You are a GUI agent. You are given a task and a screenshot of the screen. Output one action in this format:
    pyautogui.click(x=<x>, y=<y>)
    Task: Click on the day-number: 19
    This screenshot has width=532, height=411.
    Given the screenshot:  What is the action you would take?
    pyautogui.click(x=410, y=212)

==

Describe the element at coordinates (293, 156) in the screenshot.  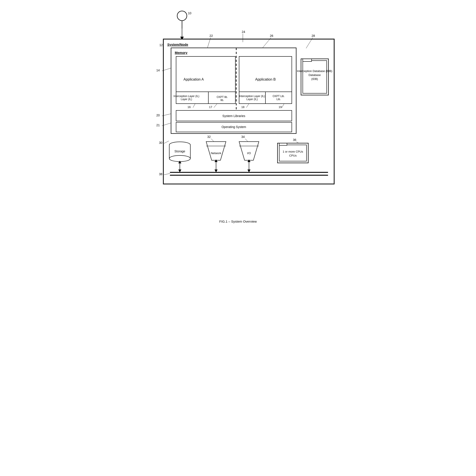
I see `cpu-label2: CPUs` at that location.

:: Exercise aim ::
Everything above from the line containing "You are a GUI" down to the line containing "This screenshot has" is to be transcribed exactly, with both of those lines included and nothing else added.

:: Result ::
You are a GUI agent. You are given a task and a screenshot of the screen. Output one action in this format:
    pyautogui.click(x=<x>, y=<y>)
    Task: Click on the day-number: 19
    This screenshot has width=532, height=411.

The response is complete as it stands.